Please contact these city councillors by April 28, before a vote will take place on the attempt to expand urban boundaries in Niagara. The full list of councilors can be found here and down below. 

jim.bradley@niagararegion.ca
barbara.butters@niagararegion.ca
dave.bylsma@niagararegion.ca
frank.campion@niagararegion.ca
pat.chiocchio@niagararegion.ca
jim.diodati@niagararegion.ca
betty.disero@niagararegion.ca
sandra.easton@niagararegion.ca
kelly.edgar@niagararegion.ca
wayne.fertich@niagararegion.ca
robert.foster@niagararegion.ca
bob.gale@niagararegion.ca
kevin.gibson@niagararegion.ca
barbara.greenwood@niagararegion.ca
brian.heit@niagararegion.ca
diana.huson@niagararegion.ca
tom.insinna@niagararegion.ca
laura.ip@niagararegion.ca
jeff.jordan@niagararegion.ca
marvin.junkin@niagararegion.ca
peter.nicholson@niagararegion.ca
wayne.redekop@niagararegion.ca
tim.rigby@niagararegion.ca
walter.sendzik@niagararegion.ca
mathew.siscoe@niagararegion.ca
bill.steele@niagararegion.ca
terry.ugulini@niagararegion.ca
leanna.villella@niagararegion.ca
tim.whalen@niagararegion.ca
albert.witteveen@niagararegion.ca
gary.zalepa@niagararegion.ca


From Danny Beaton: 

My wife always said "Never kill a living tree for firewood. Make sure you are cutting fallen trees that are dead before you cut anything for firewood." So whenever I am on the road and with friends, we look for dead trees for making fire. All you need to do is look at the forest and you can spot a dead tree by the colour or by the leaves. 

When John talks about trees he understands the forest and creatures living in them, not just from years of research, but from being in the forests throughout his lifetime. Having to testify in council and court his entire adult life for forests has made John an expert forest witness by the Ontario Government when they use John for their advantage. But when the shoe is on the other foot and John is defending tree cutting by government permits, his credibility is not significant or enough to stop urban expansion. 

What lawyers would call this type of testimony in court is selective thinking, selective opportunism or corruption.      

The same goes for the water. The environment is being managed and protected by the appointed officials doing their responsibilities as environment protection officials. 

No one knows better than the chief architect of the Green Belt, Victor Doyle, who knows urban planners, scientists and engineers need to work together if Mother Earth is to be protected and saved. If all the urban planners had the same ethics and concern for the environment, we would not be in a crisis. 

Today, Niagara, Simcoe and Dufferin County are using their lawyers to seek permits in expanding urban boundaries and Mother Earth is under constant attack. With Earth Day coming up on April 22, we elders and environmentalists urge you and your families to support any struggles that are taking place in your area. 

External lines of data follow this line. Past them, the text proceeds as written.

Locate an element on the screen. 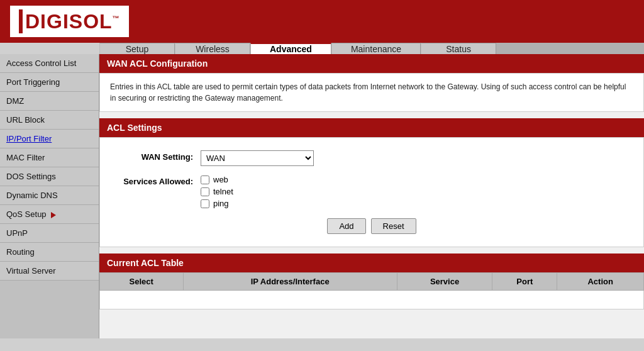 This screenshot has width=644, height=351. services-label: Services Allowed: is located at coordinates (157, 181). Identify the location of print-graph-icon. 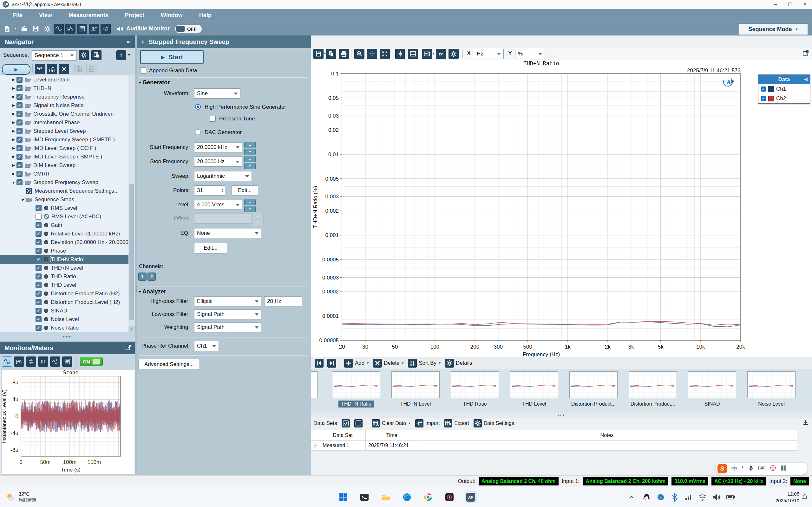
(344, 54).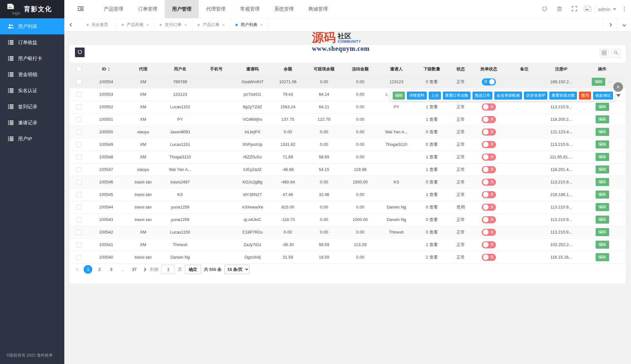  Describe the element at coordinates (616, 53) in the screenshot. I see `search-toggle-button` at that location.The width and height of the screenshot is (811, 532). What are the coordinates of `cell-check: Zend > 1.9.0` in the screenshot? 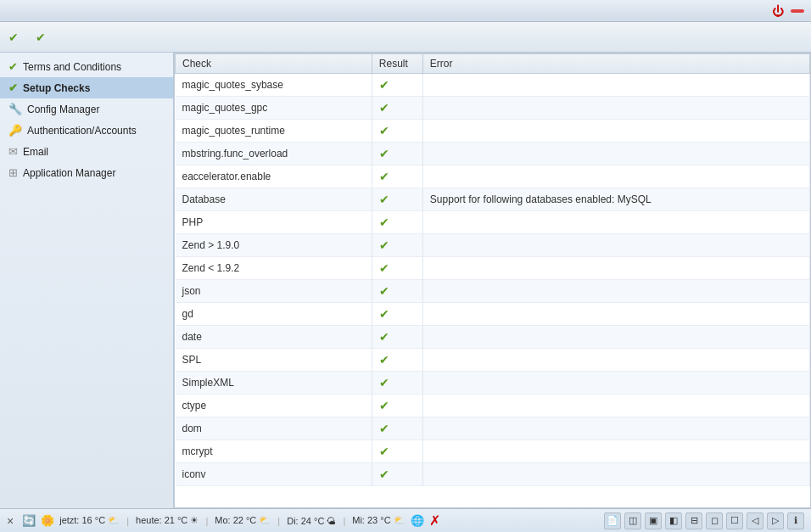 It's located at (274, 246).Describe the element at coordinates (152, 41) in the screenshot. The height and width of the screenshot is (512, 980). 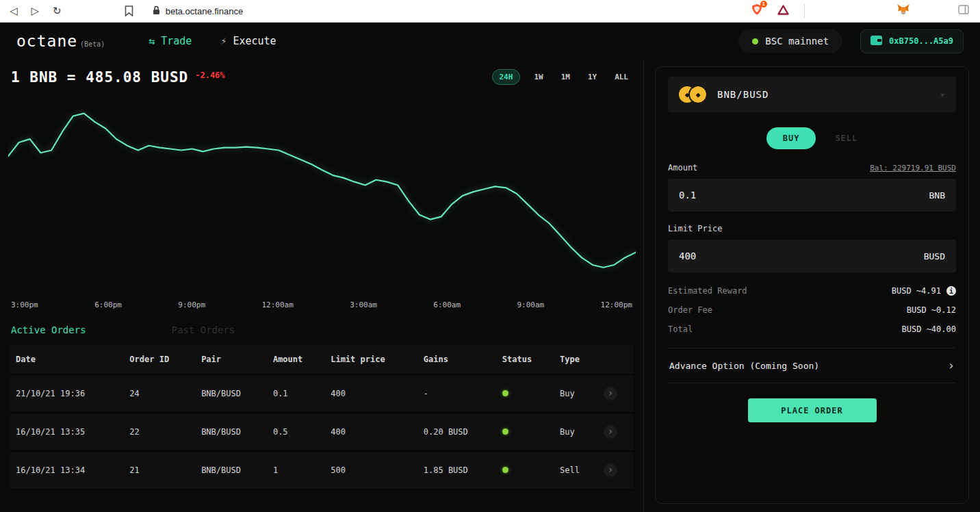
I see `swap-icon: ⇆` at that location. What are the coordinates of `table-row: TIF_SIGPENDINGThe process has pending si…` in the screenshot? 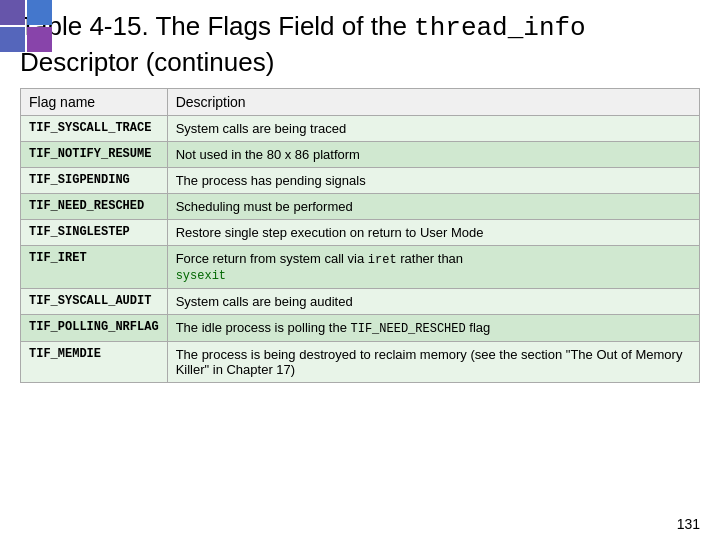 It's located at (360, 180).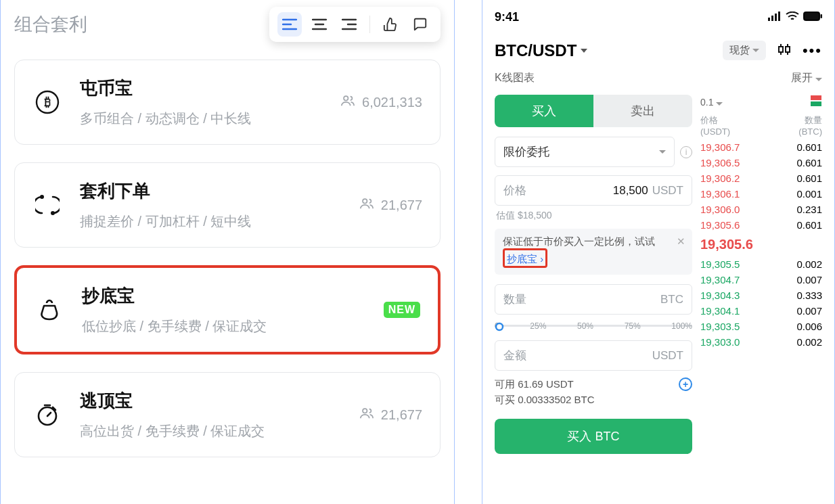  What do you see at coordinates (658, 17) in the screenshot?
I see `status-bar: 9:41` at bounding box center [658, 17].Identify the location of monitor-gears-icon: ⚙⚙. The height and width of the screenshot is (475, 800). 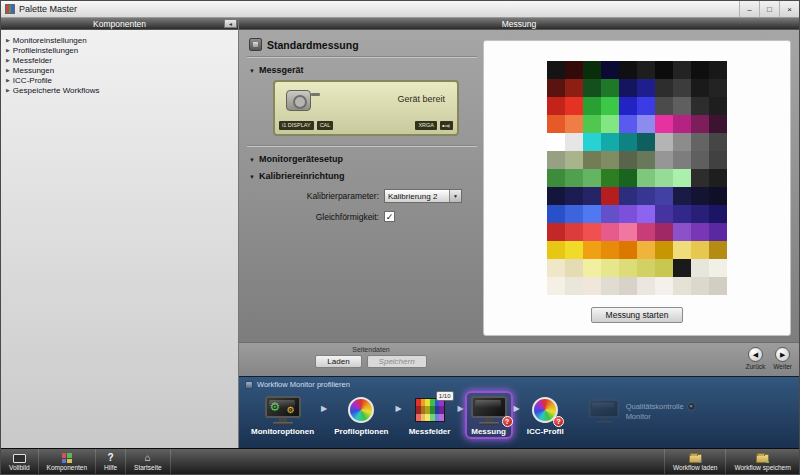
(283, 410).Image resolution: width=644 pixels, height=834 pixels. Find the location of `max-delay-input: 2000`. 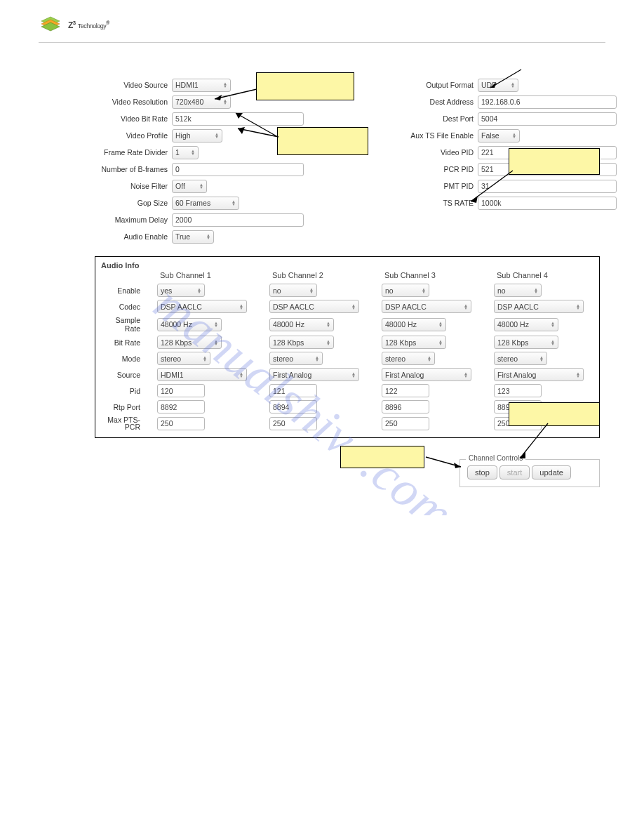

max-delay-input: 2000 is located at coordinates (238, 220).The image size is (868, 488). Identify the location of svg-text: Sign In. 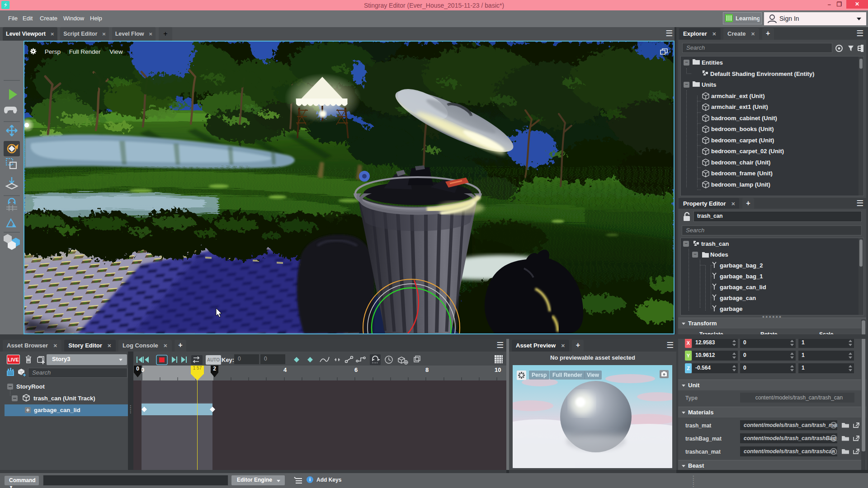
(789, 19).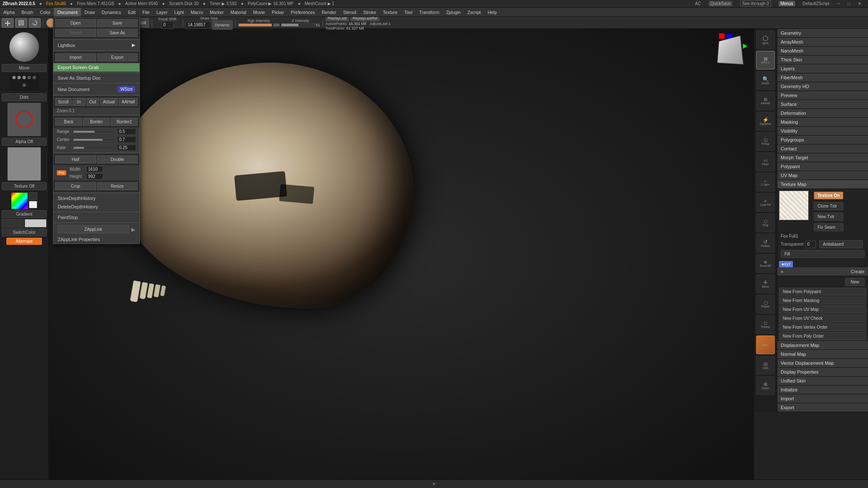  I want to click on create-section-header: ● Create, so click(823, 272).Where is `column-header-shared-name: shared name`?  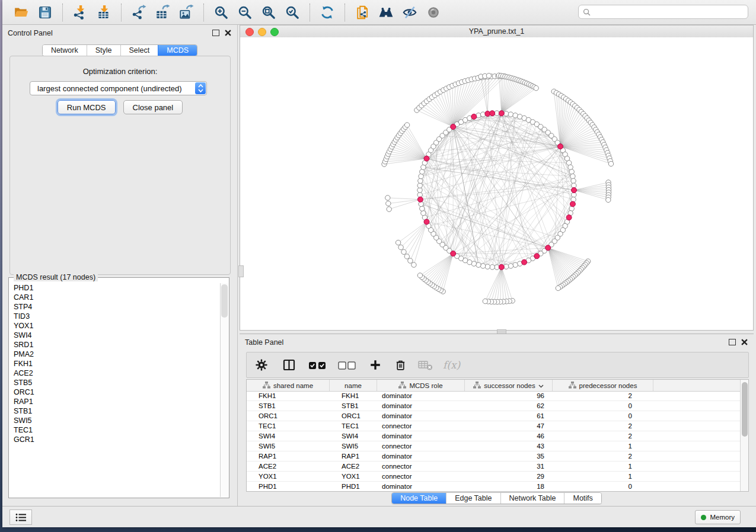
column-header-shared-name: shared name is located at coordinates (288, 385).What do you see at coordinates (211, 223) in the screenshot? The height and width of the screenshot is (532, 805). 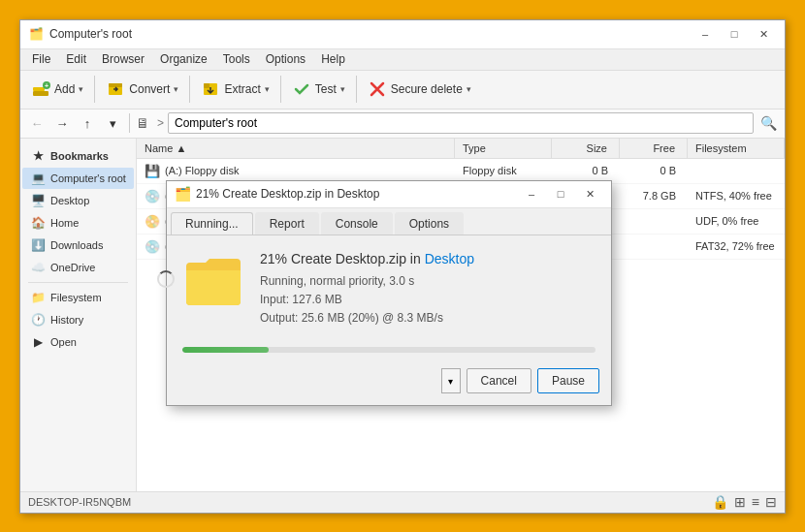 I see `tab-running: Running...` at bounding box center [211, 223].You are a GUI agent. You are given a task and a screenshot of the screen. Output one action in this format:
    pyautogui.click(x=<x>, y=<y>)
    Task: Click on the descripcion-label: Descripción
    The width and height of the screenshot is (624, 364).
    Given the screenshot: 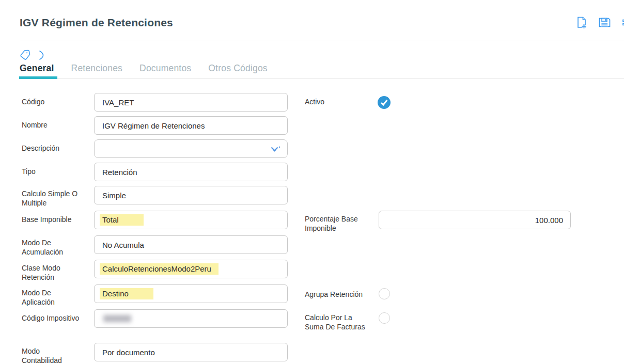 What is the action you would take?
    pyautogui.click(x=51, y=148)
    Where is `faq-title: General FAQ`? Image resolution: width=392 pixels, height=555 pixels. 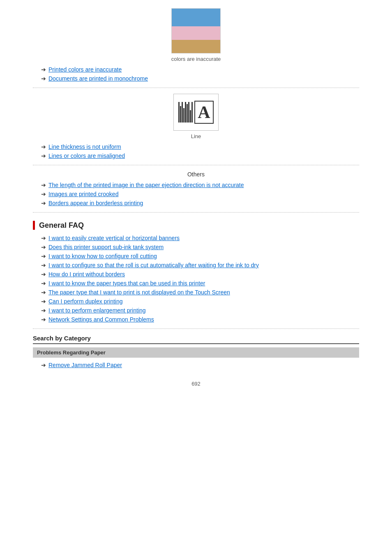
faq-title: General FAQ is located at coordinates (196, 225).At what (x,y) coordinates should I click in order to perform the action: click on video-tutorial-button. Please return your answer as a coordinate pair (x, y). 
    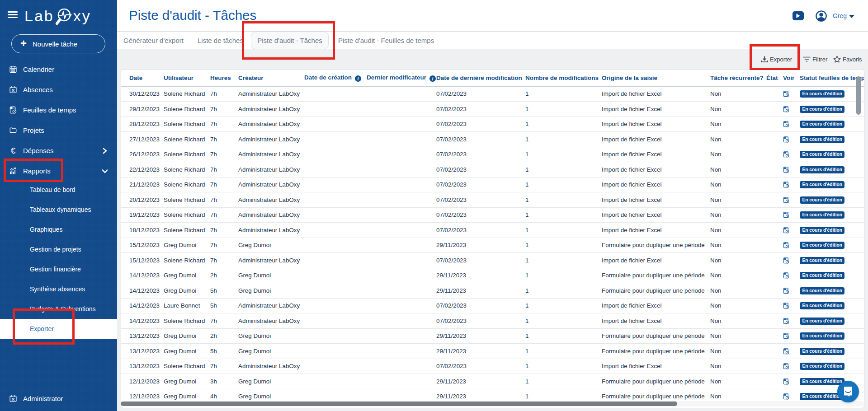
    Looking at the image, I should click on (798, 16).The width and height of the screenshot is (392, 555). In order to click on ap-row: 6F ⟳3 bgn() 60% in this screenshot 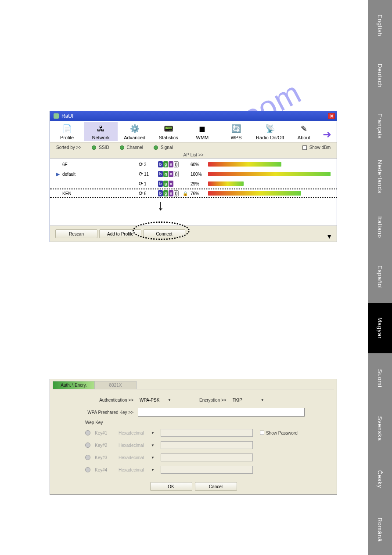, I will do `click(193, 164)`.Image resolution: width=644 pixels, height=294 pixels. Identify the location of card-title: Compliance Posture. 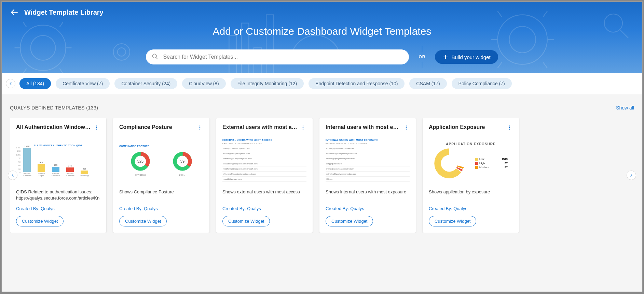
(146, 127).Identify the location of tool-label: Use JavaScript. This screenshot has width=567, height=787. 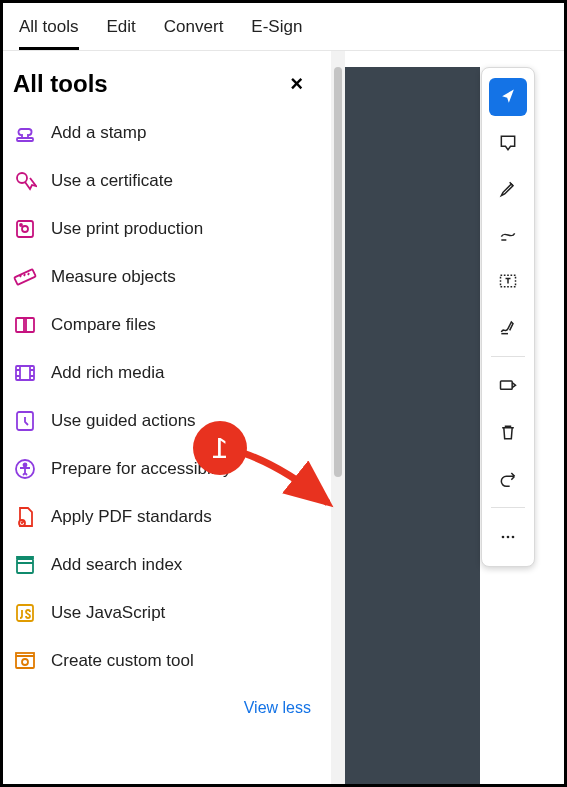
(108, 613).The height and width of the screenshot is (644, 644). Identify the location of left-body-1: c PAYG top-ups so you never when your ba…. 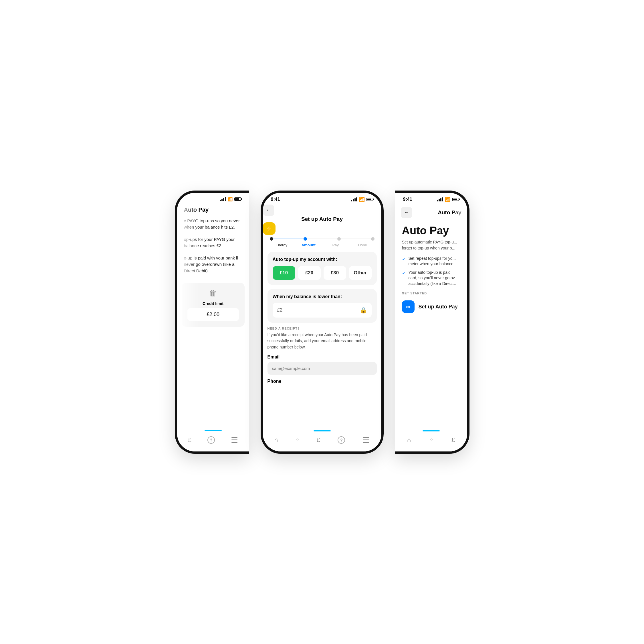
(213, 224).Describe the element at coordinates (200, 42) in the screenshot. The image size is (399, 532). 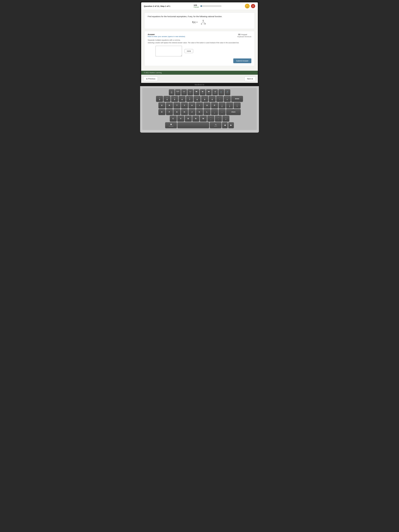
I see `laptop-screen: Question 2 of 12, Step 1 of 1 1/15 Corre…` at that location.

When I was young, all I needed to do was pick up The Globe and Mail or Toronto Star and there would be environmental struggles taking place everywhere. All I had to do was choose which struggle to support. 

Mother Earth is a sacred lady and shares her body with us Human Beings so we can survive and drink her blood: the water. Indigenous elders and people are fighting for her all across Canada and the USA. All life species need our positive energy and support. 

Dr John Bacher is doing everything in his means to stop the madness happening throughout Ontario. Let’s follow his wisdom and the footsteps of Victor Doyle. In the Spirit of my Ancestors, thank you all for listening!